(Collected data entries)
------------------------------
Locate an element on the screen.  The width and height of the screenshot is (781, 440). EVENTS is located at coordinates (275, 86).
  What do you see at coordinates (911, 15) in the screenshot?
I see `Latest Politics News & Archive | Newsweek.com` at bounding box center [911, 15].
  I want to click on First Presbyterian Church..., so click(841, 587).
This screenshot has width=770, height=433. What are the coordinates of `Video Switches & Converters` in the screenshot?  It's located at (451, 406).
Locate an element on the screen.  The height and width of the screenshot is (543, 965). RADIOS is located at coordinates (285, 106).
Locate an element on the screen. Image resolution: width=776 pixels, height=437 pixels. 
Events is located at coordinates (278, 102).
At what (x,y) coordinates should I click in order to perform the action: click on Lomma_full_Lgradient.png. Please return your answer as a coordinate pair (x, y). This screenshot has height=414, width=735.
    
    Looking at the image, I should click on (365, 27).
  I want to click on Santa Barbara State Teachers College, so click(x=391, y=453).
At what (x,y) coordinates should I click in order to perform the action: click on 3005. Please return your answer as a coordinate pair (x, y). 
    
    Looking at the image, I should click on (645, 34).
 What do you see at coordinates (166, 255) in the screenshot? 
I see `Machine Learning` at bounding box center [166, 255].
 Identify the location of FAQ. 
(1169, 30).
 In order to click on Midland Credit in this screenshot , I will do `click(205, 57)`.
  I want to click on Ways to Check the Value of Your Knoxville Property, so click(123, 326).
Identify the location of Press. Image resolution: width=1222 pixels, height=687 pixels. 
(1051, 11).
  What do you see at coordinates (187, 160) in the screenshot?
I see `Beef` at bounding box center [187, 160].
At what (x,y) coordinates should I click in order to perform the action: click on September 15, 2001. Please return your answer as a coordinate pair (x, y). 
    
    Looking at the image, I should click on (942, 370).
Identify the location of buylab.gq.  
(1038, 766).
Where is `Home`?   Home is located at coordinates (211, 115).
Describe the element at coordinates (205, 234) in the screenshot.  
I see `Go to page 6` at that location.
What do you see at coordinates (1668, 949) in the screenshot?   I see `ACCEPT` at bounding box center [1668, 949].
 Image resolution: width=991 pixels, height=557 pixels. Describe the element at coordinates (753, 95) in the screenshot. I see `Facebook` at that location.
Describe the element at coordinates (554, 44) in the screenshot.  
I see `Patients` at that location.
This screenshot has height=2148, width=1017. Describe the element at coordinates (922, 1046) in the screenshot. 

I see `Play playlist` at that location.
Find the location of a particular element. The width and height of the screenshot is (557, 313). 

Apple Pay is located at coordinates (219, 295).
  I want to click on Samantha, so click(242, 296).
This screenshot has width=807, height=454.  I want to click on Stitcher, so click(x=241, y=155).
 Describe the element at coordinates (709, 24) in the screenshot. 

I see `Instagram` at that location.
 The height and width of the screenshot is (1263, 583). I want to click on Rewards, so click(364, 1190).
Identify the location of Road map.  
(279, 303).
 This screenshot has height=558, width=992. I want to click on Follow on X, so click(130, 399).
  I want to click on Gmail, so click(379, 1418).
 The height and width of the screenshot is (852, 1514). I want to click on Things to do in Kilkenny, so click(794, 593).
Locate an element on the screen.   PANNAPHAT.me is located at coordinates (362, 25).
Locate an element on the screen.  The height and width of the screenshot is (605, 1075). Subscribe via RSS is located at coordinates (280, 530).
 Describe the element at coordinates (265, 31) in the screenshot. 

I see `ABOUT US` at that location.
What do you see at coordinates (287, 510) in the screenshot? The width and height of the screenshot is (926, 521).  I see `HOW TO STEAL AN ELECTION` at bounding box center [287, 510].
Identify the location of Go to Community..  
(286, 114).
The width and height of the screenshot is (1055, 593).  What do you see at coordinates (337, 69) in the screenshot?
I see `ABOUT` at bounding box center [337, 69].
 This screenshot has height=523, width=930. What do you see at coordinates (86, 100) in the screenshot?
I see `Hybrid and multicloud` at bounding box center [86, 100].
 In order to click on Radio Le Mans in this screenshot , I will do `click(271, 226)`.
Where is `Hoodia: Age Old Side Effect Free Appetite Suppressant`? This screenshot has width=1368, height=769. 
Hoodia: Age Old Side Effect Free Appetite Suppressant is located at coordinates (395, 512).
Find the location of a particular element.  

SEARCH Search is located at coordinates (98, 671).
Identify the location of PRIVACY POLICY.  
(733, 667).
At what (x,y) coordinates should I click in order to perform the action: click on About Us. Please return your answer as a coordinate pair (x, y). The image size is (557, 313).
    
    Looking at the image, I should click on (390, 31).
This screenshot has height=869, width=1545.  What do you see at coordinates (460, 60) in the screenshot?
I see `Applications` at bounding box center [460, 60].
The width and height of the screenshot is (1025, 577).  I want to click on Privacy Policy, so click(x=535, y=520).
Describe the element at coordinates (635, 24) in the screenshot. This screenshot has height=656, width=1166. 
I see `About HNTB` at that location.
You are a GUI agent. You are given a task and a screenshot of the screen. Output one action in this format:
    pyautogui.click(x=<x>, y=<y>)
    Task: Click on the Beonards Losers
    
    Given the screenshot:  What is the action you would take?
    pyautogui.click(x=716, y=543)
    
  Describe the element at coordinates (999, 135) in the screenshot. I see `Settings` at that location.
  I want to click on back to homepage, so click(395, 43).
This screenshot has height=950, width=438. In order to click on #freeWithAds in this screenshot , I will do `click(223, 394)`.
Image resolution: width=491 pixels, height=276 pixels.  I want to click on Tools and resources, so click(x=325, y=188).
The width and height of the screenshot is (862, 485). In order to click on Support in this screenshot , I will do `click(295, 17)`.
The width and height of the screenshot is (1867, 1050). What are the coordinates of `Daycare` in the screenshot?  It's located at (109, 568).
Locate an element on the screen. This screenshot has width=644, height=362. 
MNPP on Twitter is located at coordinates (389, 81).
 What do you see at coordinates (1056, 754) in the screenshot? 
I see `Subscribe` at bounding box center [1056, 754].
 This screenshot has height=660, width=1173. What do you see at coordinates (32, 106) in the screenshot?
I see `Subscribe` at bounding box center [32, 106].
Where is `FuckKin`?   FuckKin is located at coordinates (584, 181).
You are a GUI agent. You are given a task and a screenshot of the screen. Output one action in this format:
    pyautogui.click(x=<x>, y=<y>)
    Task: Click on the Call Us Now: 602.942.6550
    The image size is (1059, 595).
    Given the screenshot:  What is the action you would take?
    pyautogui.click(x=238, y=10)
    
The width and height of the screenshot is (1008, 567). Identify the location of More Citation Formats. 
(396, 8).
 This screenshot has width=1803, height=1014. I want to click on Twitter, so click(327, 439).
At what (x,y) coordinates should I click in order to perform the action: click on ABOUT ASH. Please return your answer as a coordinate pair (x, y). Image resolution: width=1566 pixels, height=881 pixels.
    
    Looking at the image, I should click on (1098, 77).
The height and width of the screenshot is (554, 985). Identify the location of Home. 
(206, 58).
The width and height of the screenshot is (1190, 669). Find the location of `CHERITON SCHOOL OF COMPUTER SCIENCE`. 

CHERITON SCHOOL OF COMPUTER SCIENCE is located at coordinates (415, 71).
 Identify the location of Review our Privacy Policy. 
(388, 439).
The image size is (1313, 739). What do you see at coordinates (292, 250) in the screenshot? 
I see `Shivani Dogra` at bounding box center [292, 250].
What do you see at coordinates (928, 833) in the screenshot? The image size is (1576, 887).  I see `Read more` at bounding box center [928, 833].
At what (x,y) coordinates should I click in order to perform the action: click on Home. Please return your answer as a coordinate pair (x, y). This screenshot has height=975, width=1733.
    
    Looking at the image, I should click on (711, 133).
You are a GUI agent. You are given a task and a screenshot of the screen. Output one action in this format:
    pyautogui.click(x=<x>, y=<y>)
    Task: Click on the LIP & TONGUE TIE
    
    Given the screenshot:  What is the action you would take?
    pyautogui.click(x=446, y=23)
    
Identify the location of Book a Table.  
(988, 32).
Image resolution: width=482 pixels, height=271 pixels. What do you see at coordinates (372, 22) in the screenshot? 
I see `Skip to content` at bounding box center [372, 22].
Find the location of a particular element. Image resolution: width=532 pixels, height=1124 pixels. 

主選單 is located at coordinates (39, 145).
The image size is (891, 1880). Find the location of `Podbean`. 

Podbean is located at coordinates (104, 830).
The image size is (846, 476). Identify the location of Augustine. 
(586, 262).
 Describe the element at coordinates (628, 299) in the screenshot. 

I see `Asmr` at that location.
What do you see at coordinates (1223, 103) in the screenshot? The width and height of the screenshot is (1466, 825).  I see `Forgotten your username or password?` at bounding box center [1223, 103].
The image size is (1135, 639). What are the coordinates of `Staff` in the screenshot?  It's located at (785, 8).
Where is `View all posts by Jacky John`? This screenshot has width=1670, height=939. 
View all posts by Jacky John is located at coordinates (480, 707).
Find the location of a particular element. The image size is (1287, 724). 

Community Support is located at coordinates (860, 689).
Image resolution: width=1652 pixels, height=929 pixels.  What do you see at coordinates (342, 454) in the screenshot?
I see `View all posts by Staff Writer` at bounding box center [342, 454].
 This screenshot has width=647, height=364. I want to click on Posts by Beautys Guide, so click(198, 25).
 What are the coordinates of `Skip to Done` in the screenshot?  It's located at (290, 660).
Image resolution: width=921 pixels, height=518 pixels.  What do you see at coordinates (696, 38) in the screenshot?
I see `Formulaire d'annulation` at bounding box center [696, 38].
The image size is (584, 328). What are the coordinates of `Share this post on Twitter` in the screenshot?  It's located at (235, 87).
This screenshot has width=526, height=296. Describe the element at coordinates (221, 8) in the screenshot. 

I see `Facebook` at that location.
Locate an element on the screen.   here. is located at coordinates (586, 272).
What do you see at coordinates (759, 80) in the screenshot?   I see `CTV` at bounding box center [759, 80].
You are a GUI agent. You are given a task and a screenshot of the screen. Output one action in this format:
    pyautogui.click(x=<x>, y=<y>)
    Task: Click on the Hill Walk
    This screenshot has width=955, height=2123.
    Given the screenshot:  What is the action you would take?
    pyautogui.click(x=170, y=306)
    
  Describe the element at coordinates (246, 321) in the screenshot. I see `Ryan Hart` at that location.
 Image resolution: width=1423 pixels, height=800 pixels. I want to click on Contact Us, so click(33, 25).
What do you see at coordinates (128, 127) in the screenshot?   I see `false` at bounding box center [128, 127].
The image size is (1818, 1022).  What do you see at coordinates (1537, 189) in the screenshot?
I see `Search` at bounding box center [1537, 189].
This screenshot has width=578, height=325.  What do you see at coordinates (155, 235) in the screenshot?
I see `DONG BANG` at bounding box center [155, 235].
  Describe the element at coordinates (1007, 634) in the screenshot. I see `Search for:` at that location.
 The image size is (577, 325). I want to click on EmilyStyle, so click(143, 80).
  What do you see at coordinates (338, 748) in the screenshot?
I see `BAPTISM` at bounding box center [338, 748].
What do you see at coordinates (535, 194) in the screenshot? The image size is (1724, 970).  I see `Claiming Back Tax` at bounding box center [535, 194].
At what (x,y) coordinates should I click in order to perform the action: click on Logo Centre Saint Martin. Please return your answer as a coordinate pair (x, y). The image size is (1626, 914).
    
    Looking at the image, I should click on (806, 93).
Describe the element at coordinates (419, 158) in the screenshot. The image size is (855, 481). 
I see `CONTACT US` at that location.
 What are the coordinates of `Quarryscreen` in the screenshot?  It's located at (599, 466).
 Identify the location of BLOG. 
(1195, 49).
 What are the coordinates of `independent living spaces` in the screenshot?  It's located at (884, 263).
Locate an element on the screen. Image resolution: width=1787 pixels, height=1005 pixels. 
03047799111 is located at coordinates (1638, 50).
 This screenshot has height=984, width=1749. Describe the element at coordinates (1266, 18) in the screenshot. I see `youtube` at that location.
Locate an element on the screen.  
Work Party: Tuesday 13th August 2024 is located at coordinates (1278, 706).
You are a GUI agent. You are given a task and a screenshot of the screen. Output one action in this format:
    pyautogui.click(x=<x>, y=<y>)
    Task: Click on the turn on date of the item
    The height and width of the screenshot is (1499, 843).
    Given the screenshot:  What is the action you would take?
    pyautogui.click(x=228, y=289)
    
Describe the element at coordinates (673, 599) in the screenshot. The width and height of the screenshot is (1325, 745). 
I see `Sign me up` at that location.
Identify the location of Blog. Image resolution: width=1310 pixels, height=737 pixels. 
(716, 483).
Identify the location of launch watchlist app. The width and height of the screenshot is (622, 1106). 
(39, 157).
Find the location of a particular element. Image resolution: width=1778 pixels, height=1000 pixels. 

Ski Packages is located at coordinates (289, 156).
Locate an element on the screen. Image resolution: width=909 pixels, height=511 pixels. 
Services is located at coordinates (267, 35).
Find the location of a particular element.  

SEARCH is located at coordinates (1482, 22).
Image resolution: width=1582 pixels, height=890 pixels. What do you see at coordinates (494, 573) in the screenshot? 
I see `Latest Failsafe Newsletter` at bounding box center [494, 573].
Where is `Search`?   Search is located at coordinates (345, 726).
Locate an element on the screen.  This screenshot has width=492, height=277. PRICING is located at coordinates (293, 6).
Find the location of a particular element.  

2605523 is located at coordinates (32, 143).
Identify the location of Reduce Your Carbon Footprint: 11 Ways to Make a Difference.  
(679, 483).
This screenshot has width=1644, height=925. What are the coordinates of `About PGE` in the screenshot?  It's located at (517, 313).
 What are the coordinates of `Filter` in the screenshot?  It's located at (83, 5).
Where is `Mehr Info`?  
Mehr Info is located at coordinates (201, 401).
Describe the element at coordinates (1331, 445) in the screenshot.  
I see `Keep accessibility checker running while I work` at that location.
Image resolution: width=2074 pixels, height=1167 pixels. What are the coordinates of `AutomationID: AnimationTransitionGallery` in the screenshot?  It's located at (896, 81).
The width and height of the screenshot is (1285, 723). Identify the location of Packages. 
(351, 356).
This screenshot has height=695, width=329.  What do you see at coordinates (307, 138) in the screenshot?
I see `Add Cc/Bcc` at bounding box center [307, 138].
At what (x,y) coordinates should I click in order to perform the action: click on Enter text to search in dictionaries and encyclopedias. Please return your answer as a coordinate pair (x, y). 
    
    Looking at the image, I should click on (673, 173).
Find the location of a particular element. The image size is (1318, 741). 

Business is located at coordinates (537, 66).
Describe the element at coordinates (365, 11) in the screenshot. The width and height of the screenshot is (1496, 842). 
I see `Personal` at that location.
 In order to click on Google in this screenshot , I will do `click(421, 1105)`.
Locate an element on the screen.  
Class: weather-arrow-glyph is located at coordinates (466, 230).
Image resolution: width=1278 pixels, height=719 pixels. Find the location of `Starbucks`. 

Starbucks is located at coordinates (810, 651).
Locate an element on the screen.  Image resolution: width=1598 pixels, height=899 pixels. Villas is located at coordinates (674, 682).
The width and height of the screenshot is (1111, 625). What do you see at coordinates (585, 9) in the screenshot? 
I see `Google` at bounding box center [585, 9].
------------------------------
### Problem to work on
Please make an exact copy of the lines above from the line with "The width and height of the screenshot is (862, 485)." through the line with "The width and height of the screenshot is (1867, 1050).", both ends included.

### Response for this exercise
The width and height of the screenshot is (862, 485). In order to click on Support in this screenshot , I will do `click(295, 17)`.
The width and height of the screenshot is (1867, 1050). What are the coordinates of `Daycare` in the screenshot?  It's located at (109, 568).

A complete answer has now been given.